China and the World

Push and pull

Sino-US business ties in focus yet again

Stock-market-w

Stocks fell sharply on Monday

Monday was another disappointing day for Chinese firms in the stock markets with the Shanghai and Shenzhen benchmarks both losing about 2% of their value. But it was much worse in Hong Kong, where the bourse fell more than 6% in its worst day of trading since the global financial crisis. Mainland Chinese companies bore the brunt of the selling, with the Hang Seng China Enterprises Index – a benchmark for Chinese firms listed in the city – plunging 7.3%.

None of this merited much mention in the mainland media the following day, Bloomberg noted, apart from a brief story on page four of Shanghai Securities News, which didn’t offer reasons for the declines.

The Hong Kong media was less inhibited, linking the situation to the reaction to the Party Congress, where government bosses had shown no sign of bringing an end to ‘zero-Covid’ measures. Foreign investors fuelled the slump by selling down mainland firms on concerns that the latest selections for the Politburo signal a move away from the pro-market stance of previous leaderships, including an acceleration of policy themes like Common Prosperity, which some investors regard as a drag on the economy (see Talking Point for more on events at the Party Congress).

Getting the biggest bruising in Hong Kong were some of China’s largest internet and tech firms, whose prospects have darkened because of a less friendly reception from regulators. Suspicions that the mood isn’t going to change saw shares in giants such as Alibaba, Tencent and Meituan fall more than 10% in Monday’s trading.

The situation was similar for Chinese tech companies listed in the United States, with counters like Baidu, JD.com and Pinduoduo all dropping by double-digit percentages.

Most of the tech counters made partial recoveries in the following two days but a longer-term rout in internet and technology shares had seen the Nasdaq Golden Dragon China Index, which tracks Chinese companies listed in the US, fall 42% this year. The Wall Street Journal also reported that small-cap firms from China wanting to IPO on American bourses are stuck in a holding pattern as regulators conduct additional reviews of their applications. At least a dozen small-caps have seen their debuts frozen on Nasdaq, the Journal said, as officials demand more information about their shareholding registers.

This follows vertiginous trading in a few of the newly listed firms from China this year, some of which rose by hundreds of percent and then collapsed to fractions of their peak values. But the firms caught up in the freeze will be frustrated – perhaps seeing it as another sign of how the American capital markets are becoming less hospitable to Chinese companies.

Seemingly bucking that frostier front in cross-border trends is CATL, China’s leading producer of batteries for electric vehicles, which has just announced a partnership with California-headquartered Primergy for a solar system that stores daytime energy to power night-time electricity networks in Nevada.

Ningde-based CATL is going to provide a storage system for the $1.2 billion project outside Las Vegas, it said on its WeChat account.

At a time when trade and investment ties between the two countries are showing signs of splintering, the deal is a reminder that firms like CATL are still trying to get footholds in both markets.

Yet also this week there was news that another potentially significant investment from the battery giant is heading for the buffers after it suspended plans to build an assembly plant on American soil.

CATL executives have stopped vetting sites for a plant since Washington imposed new restrictions on the sourcing of materials for EV batteries from outside the country, according to comments from two unidentified insiders to Reuters. “The rules would hike the costs of manufacturing batteries in the United States to a level higher than shipping them from China, even if the US government offers subsidies for CATL to build the plants,” a source explained of the restrictions, which are designed to incentivise the mining and processing of materials for batteries in North America, rather than relying on supply from China.


© ChinTell Ltd. All rights reserved.

Sponsored by HSBC.

The Week in China website and the weekly magazine publications are owned and maintained by ChinTell Limited, Hong Kong. Neither HSBC nor any member of the HSBC group of companies ("HSBC") endorses the contents and/or is involved in selecting, creating or editing the contents of the Week in China website or the Week in China magazine. The views expressed in these publications are solely the views of ChinTell Limited and do not necessarily reflect the views or investment ideas of HSBC. No responsibility will therefore be assumed by HSBC for the contents of these publications or for the errors or omissions therein.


▶ **What you are asked to do**:
Find the string "legend" in the records. Copy every line it appears in.

== Entries shown

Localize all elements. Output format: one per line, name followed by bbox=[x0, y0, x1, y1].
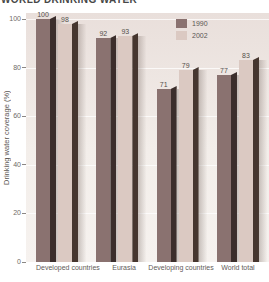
bar-front-face bbox=[239, 60, 253, 262]
y-axis-title: Drinking water coverage (%) bbox=[1, 13, 12, 262]
bar-value-label: 71 bbox=[157, 81, 171, 88]
y-tick-label-20: 20 bbox=[0, 209, 26, 217]
bar-value-label: 93 bbox=[118, 28, 132, 35]
x-axis-label-world-total: World total bbox=[217, 264, 259, 271]
bar-2002-developing-countries: 79 bbox=[179, 70, 199, 262]
bar-2002-world-total: 83 bbox=[239, 60, 259, 262]
tick-mark bbox=[22, 67, 26, 68]
legend: 19902002 bbox=[176, 19, 208, 40]
bar-1990-eurasia: 92 bbox=[96, 38, 116, 262]
y-tick-label-100: 100 bbox=[0, 15, 26, 23]
bar-group-eurasia: 9293 bbox=[96, 36, 138, 262]
bar-front-face bbox=[36, 19, 50, 262]
bar-value-label: 79 bbox=[179, 62, 193, 69]
bar-front-face bbox=[58, 24, 72, 262]
bar-side-face bbox=[72, 21, 78, 262]
tick-mark bbox=[22, 262, 26, 263]
bar-group-developed-countries: 10098 bbox=[36, 19, 78, 262]
bar-2002-developed-countries: 98 bbox=[58, 24, 78, 262]
x-axis-label-eurasia: Eurasia bbox=[103, 264, 145, 271]
legend-swatch-1990 bbox=[176, 19, 187, 28]
bar-1990-developed-countries: 100 bbox=[36, 19, 56, 262]
y-tick-label-60: 60 bbox=[0, 112, 26, 120]
bar-2002-eurasia: 93 bbox=[118, 36, 138, 262]
tick-mark bbox=[22, 116, 26, 117]
tick-mark bbox=[22, 164, 26, 165]
bar-side-face bbox=[50, 16, 56, 262]
legend-item-1990: 1990 bbox=[176, 19, 208, 28]
plot-area: 10098929371797783 19902002 bbox=[26, 13, 269, 262]
bar-front-face bbox=[96, 38, 110, 262]
legend-swatch-2002 bbox=[176, 31, 187, 40]
chart-figure: WORLD DRINKING WATER Drinking water cove… bbox=[0, 0, 269, 282]
bar-front-face bbox=[179, 70, 193, 262]
bar-side-face bbox=[171, 86, 177, 262]
bar-side-face bbox=[231, 72, 237, 262]
legend-label-1990: 1990 bbox=[192, 20, 208, 27]
bar-group-world-total: 7783 bbox=[217, 60, 259, 262]
bar-value-label: 100 bbox=[36, 11, 50, 18]
bar-side-face bbox=[193, 67, 199, 262]
legend-label-2002: 2002 bbox=[192, 32, 208, 39]
x-labels: Developed countriesEurasiaDeveloping cou… bbox=[26, 264, 269, 271]
y-tick-label-80: 80 bbox=[0, 64, 26, 72]
gridline-0 bbox=[26, 262, 269, 263]
bar-side-face bbox=[110, 35, 116, 262]
x-axis-label-developing-countries: Developing countries bbox=[148, 264, 213, 271]
bar-value-label: 98 bbox=[58, 16, 72, 23]
tick-mark bbox=[22, 213, 26, 214]
bar-side-face bbox=[132, 33, 138, 262]
bar-front-face bbox=[217, 75, 231, 262]
tick-mark bbox=[22, 19, 26, 20]
legend-item-2002: 2002 bbox=[176, 31, 208, 40]
x-axis-label-developed-countries: Developed countries bbox=[36, 264, 100, 271]
bar-value-label: 77 bbox=[217, 67, 231, 74]
bar-value-label: 83 bbox=[239, 52, 253, 59]
bar-group-developing-countries: 7179 bbox=[157, 70, 199, 262]
y-tick-label-40: 40 bbox=[0, 161, 26, 169]
bar-front-face bbox=[157, 89, 171, 262]
bar-side-face bbox=[253, 57, 259, 262]
chart-title: WORLD DRINKING WATER bbox=[1, 0, 137, 5]
bar-front-face bbox=[118, 36, 132, 262]
bar-1990-world-total: 77 bbox=[217, 75, 237, 262]
bar-1990-developing-countries: 71 bbox=[157, 89, 177, 262]
bar-value-label: 92 bbox=[96, 30, 110, 37]
bar-groups: 10098929371797783 bbox=[26, 19, 269, 262]
y-tick-label-0: 0 bbox=[0, 258, 26, 266]
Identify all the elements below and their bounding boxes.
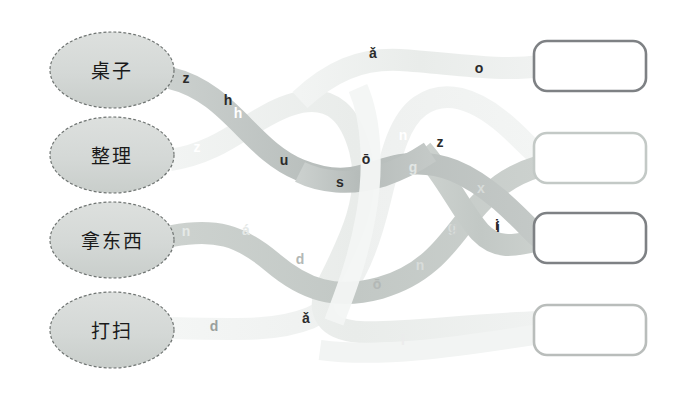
prompt-label-4: 打扫 xyxy=(91,320,133,342)
ribbon-letter: é xyxy=(388,90,396,106)
prompt-label-1: 桌子 xyxy=(91,60,133,82)
worksheet-canvas: zhusōzizhǎoǎlnádōngxidénggi 桌子 整理 拿东西 打扫 xyxy=(0,0,684,393)
ribbon-letter: d xyxy=(296,251,305,267)
ribbon-letter: n xyxy=(399,127,408,143)
answer-box-group xyxy=(534,41,646,355)
answer-box-1[interactable] xyxy=(534,41,646,91)
ribbon-letter: g xyxy=(450,219,459,235)
prompt-ellipse-4[interactable]: 打扫 xyxy=(50,292,174,368)
ribbon-letter: n xyxy=(416,257,425,273)
answer-box-outline xyxy=(534,41,646,91)
prompt-ellipse-2[interactable]: 整理 xyxy=(50,117,174,193)
ribbon-letter: z xyxy=(437,134,444,150)
ribbon-letter: z xyxy=(183,70,190,86)
answer-box-outline xyxy=(534,305,646,355)
prompt-group: 桌子 整理 拿东西 打扫 xyxy=(50,32,174,368)
ribbon-letter: o xyxy=(475,60,484,76)
ribbon-letter: h xyxy=(234,105,243,121)
prompt-label-3: 拿东西 xyxy=(81,230,144,252)
ribbon-letter: u xyxy=(280,152,289,168)
ribbon-letter: h xyxy=(224,92,233,108)
ribbon-letter: g xyxy=(409,159,418,175)
answer-box-3[interactable] xyxy=(534,213,646,263)
ribbon-letter: l xyxy=(258,275,262,291)
answer-box-4[interactable] xyxy=(534,305,646,355)
ribbon-letter: n xyxy=(182,223,191,239)
ribbon-letter: ō xyxy=(362,151,371,167)
ribbon-letter: i xyxy=(496,219,500,235)
ribbon-letter: ǎ xyxy=(302,310,310,326)
ribbon-letter: ǎ xyxy=(369,45,377,61)
ribbon-letter: ō xyxy=(373,276,382,292)
ribbon-letter: z xyxy=(194,139,201,155)
prompt-label-2: 整理 xyxy=(91,145,133,167)
worksheet-page: zhusōzizhǎoǎlnádōngxidénggi 桌子 整理 拿东西 打扫 xyxy=(0,0,684,393)
ribbon-letter: d xyxy=(210,318,219,334)
ribbon-letter: i xyxy=(401,332,405,348)
prompt-ellipse-1[interactable]: 桌子 xyxy=(50,32,174,108)
answer-box-outline xyxy=(534,213,646,263)
answer-box-2[interactable] xyxy=(534,133,646,183)
answer-box-outline xyxy=(534,133,646,183)
ribbon-letter: x xyxy=(477,180,485,196)
prompt-ellipse-3[interactable]: 拿东西 xyxy=(50,202,174,278)
ribbon-letter: s xyxy=(336,174,344,190)
ribbon-letter: á xyxy=(242,222,250,238)
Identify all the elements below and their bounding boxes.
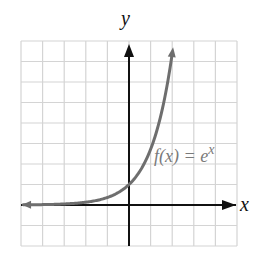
function-label-exponent: x bbox=[207, 142, 215, 157]
function-label: f(x) = ex bbox=[154, 142, 215, 167]
y-axis-arrow-icon bbox=[124, 44, 134, 57]
axes bbox=[21, 44, 236, 246]
x-axis-arrow-icon bbox=[222, 200, 236, 210]
x-axis-label: x bbox=[239, 193, 249, 215]
function-label-base: f(x) = e bbox=[154, 146, 208, 167]
curve-left-arrow-icon bbox=[22, 201, 31, 209]
curve-exponential bbox=[23, 54, 172, 205]
exponential-graph: y x f(x) = ex bbox=[0, 0, 261, 257]
y-axis-label: y bbox=[119, 7, 130, 30]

====

▶ **Reply to the task**:
legend: 19902002 bbox=[176, 19, 208, 40]
legend-swatch-1990 bbox=[176, 19, 187, 28]
legend-item-1990: 1990 bbox=[176, 19, 208, 28]
legend-swatch-2002 bbox=[176, 31, 187, 40]
legend-label-1990: 1990 bbox=[192, 20, 208, 27]
legend-label-2002: 2002 bbox=[192, 32, 208, 39]
legend-item-2002: 2002 bbox=[176, 31, 208, 40]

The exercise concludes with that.